Batch Jira API requests
Use JQL search with 'key IN (PROJ-1, PROJ-2...)' to fetch multiple ticket details in single requests instead of individual calls. Limits network overhead and prevents timeouts.
Implement parallel processing
Process ticket updates in chunks of 20-25 using Promise.all() instead of sequential loops. Jira's rate limits allow concurrent requests from the same user.
Add progress checkpoints
Store successfully processed tickets in workflow state so you can resume from failures. Use Pipedream's $.send.http with retry logic for transient API errors.
Cache ticket metadata
Store frequently accessed ticket data like project keys and issue types to reduce redundant API calls. Use Pipedream's data stores for persistence between runs.
Going live
Production Checklist
Before you turn this on for real, confirm each item.
Troubleshooting
Common errors and how to fix them.
Frequently Asked Questions
Common questions about this workflow.
Analysis
Use Pipedream for this if you need custom logic for parsing ticket references or have complex Jira workflows that require multi-step status transitions. The Node.js code steps handle regex parsing and batch API calls better than drag-and-drop platforms. Pipedream's instant webhooks also mean your release notes generate within 10 seconds of publishing. Skip Pipedream if you want a simpler no-code setup and your tickets follow standard patterns.

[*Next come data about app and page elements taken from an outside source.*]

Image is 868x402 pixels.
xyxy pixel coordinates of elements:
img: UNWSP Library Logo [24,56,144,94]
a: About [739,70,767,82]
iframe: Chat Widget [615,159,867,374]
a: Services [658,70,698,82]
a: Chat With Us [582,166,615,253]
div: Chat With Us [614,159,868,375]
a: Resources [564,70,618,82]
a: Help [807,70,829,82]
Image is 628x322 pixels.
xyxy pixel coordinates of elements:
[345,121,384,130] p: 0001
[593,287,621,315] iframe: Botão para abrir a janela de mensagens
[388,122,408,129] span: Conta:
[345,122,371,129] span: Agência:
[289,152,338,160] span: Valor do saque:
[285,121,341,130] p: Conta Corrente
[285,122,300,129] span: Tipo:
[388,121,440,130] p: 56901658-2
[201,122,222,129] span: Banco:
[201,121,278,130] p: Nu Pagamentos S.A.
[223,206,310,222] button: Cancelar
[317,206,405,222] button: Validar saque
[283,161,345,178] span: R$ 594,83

This workflow costs around 8 credits per execution - 1 for the webhook trigger, 2-3 for each code step, and 2 for the notification step. At 4 releases per month, you'll use 32 credits monthly, well within Pipedream's free tier of 300. Zapier charges $20/month minimum for webhooks, and Make charges $9/month for 1,000 operations, making Pipedream the cheapest option for low-volume releases.

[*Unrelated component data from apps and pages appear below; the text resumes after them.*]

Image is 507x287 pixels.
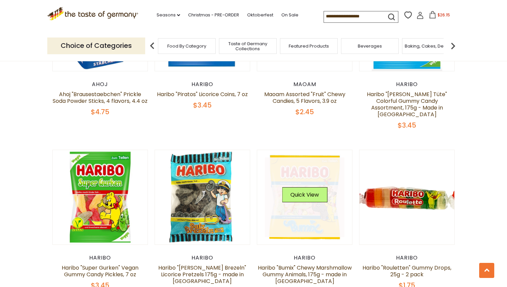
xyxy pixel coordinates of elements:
img: Haribo "Salz Brezeln" Licorice Pretzels 175g - made in Germany [155,150,250,245]
a: Food By Category [167,44,206,49]
span: $26.15 [437,12,450,18]
a: Featured Products [288,44,329,49]
div: Haribo [359,81,454,88]
a: Ahoj "Brausestaebchen" Prickle Soda Powder Sticks, 4 flavors, 4.4 oz [53,90,147,105]
span: $3.45 [193,101,211,110]
a: Haribo "Rouletten" Gummy Drops, 25g - 2 pack [362,264,451,278]
span: $3.45 [397,121,416,130]
div: Haribo [154,255,250,261]
a: Christmas - PRE-ORDER [188,11,239,19]
div: Maoam [257,81,352,88]
img: Haribo "Bumix" Chewy Marshmallow Gummy Animals, 175g - made in Germany [257,150,352,245]
span: $2.45 [295,107,314,117]
a: Haribo "[PERSON_NAME] Brezeln" Licorice Pretzels 175g - made in [GEOGRAPHIC_DATA] [158,264,246,285]
a: Haribo "Piratos" Licorice Coins, 7 oz [157,90,248,98]
a: On Sale [281,11,298,19]
img: Haribo "Super Gurken" Vegan Gummy Candy Pickles, 7 oz [53,150,147,245]
a: Beverages [357,44,382,49]
a: Haribo "Super Gurken" Vegan Gummy Candy Pickles, 7 oz [62,264,138,278]
a: Haribo "Bumix" Chewy Marshmallow Gummy Animals, 175g - made in [GEOGRAPHIC_DATA] [258,264,351,285]
div: Ahoj [52,81,148,88]
a: Maoam Assorted "Fruit" Chewy Candies, 5 Flavors, 3.9 oz [264,90,345,105]
a: Baking, Cakes, Desserts [404,44,456,49]
img: previous arrow [145,39,159,53]
a: Taste of Germany Collections [221,41,274,51]
div: Haribo [257,255,352,261]
span: $4.75 [91,107,109,117]
a: Seasons [156,11,180,19]
p: Choice of Categories [47,38,145,54]
a: Haribo "[PERSON_NAME] Tüte" Colorful Gummy Candy Assortment, 175g - Made in [GEOGRAPHIC_DATA] [367,90,447,118]
img: Haribo "Rouletten" Gummy Drops, 25g - 2 pack [359,150,454,245]
button: $26.15 [425,11,453,21]
div: Haribo [359,255,454,261]
div: Haribo [154,81,250,88]
a: Oktoberfest [247,11,273,19]
button: Quick View [282,187,327,202]
div: Haribo [52,255,148,261]
img: next arrow [446,39,459,53]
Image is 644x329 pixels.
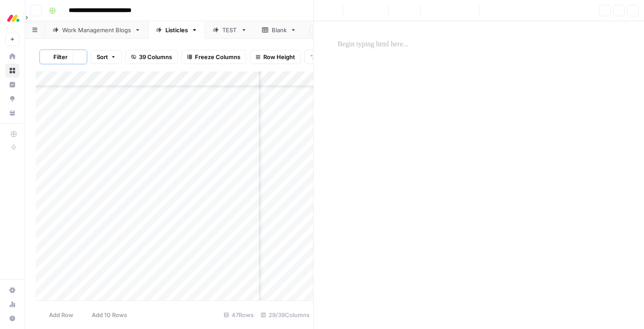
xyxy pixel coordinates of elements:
div: Work Management Blogs [62,25,131,35]
button: 39 Columns [125,50,178,64]
button: Sort [91,50,122,64]
span: Add 10 Rows [92,310,127,319]
span: Freeze Columns [195,52,241,61]
span: Filter [53,52,67,61]
div: Blank [272,25,287,35]
a: Insights [5,78,20,92]
div: Listicles [166,25,188,35]
button: Row Height [250,50,301,64]
button: Add 10 Rows [79,308,132,322]
a: Home [5,50,20,64]
div: 47 Rows [220,308,257,322]
span: 39 Columns [139,52,172,61]
a: Opportunities [5,92,20,106]
button: Help + Support [5,311,20,325]
img: Monday.com Logo [5,10,21,26]
span: Row Height [263,52,295,61]
a: Browse [5,64,20,78]
div: TEST [222,25,237,35]
button: Workspace: Monday.com [5,7,20,29]
div: 29/39 Columns [257,308,313,322]
button: Freeze Columns [181,50,246,64]
a: Settings [5,283,20,297]
a: Usage [5,297,20,311]
span: Sort [96,52,108,61]
button: Filter [40,50,73,64]
a: Work Management Blogs [45,21,148,39]
button: Add Row [36,308,79,322]
span: Add Row [49,310,73,319]
a: TEST [205,21,255,39]
a: Blank [255,21,304,39]
a: Listicles [148,21,205,39]
a: Your Data [5,106,20,120]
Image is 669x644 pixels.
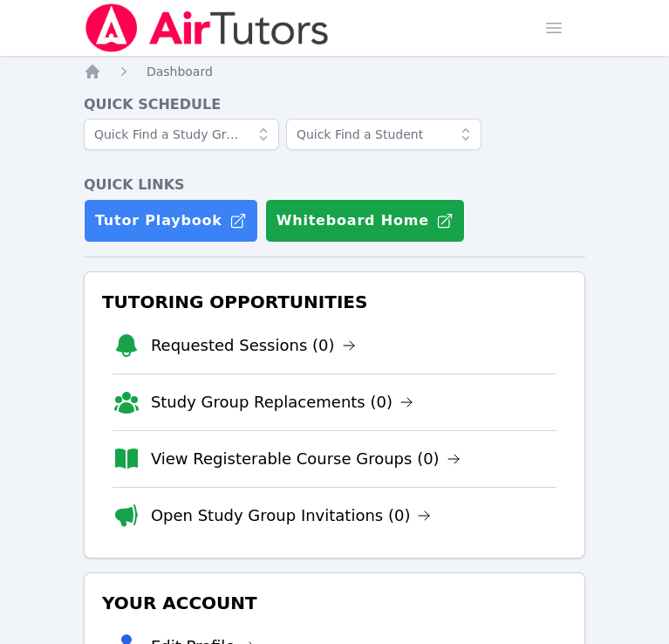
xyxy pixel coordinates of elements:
[286,119,482,150] input: Quick Find a Student
[146,65,213,79] span: Dashboard
[98,588,571,619] h3: Your Account
[83,4,331,52] img: Air Tutors
[98,286,571,318] h3: Tutoring Opportunities
[151,447,461,472] a: View Registerable Course Groups (0)
[83,119,279,150] input: Quick Find a Study Group
[146,63,213,81] a: Dashboard
[83,174,586,196] h4: Quick Links
[151,390,413,414] a: Study Group Replacements (0)
[83,63,586,81] nav: Breadcrumb
[265,199,465,243] button: Whiteboard Home
[83,95,586,115] h4: Quick Schedule
[83,199,259,243] a: Tutor Playbook
[151,334,356,358] a: Requested Sessions (0)
[151,503,432,528] a: Open Study Group Invitations (0)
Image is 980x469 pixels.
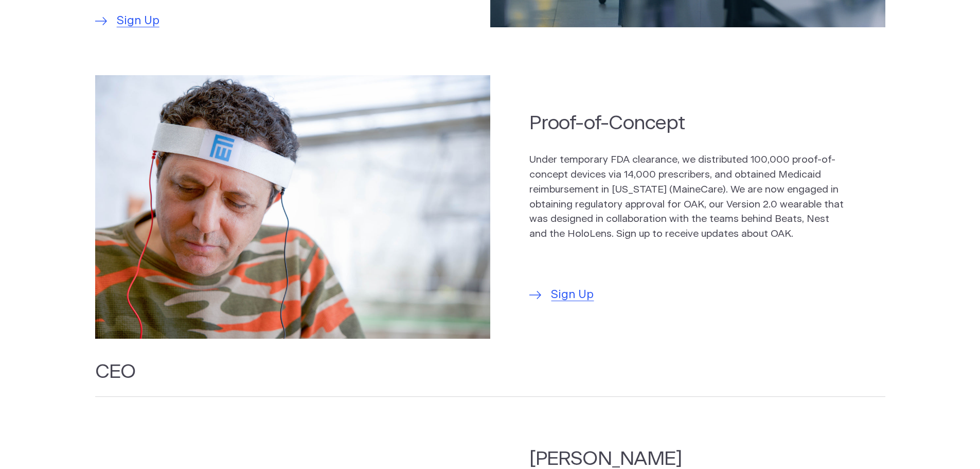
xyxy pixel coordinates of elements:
[95,12,160,30] a: Sign Up
[529,110,845,136] h2: Proof-of-Concept
[95,359,885,397] h2: CEO
[117,12,160,30] span: Sign Up
[551,286,593,304] span: Sign Up
[529,153,845,242] p: Under temporary FDA clearance, we distributed 100,000 proof-of-concept devices via 14,000 prescri...
[529,286,593,304] a: Sign Up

Make handles Jira's complex API authentication more smoothly with built-in OAuth flows, while Zapier has pre-built formatters for release notes templates. n8n offers better bulk processing with its batch node for high-volume releases. Power Automate integrates cleanly if you're already using Azure DevOps instead of GitHub. But Pipedream wins on speed - the webhook processing is instant, and you can customize the ticket extraction logic exactly how your team references issues.
You'll hit Jira's transition ID complexity first - each workflow has different numeric IDs for status changes, and 'Done' isn't always transition ID 31. Second, GitHub's release webhook doesn't include commit details by default, so you'll need additional API calls to scan commit messages for ticket references. Third, teams that reference tickets inconsistently (some use PROJ-123, others use #123) will need multiple regex patterns and duplicate detection logic.
Ideas for what to build next
- →Add Confluence integration — Automatically create or update Confluence release pages with the generated notes and deployment instructions.
- →Create digest notifications — Send weekly rollup emails to stakeholders summarizing all releases and ticket completion metrics.
- →Build rollback automation — Create a reverse workflow that reverts ticket statuses if a release gets rolled back or tagged as problematic.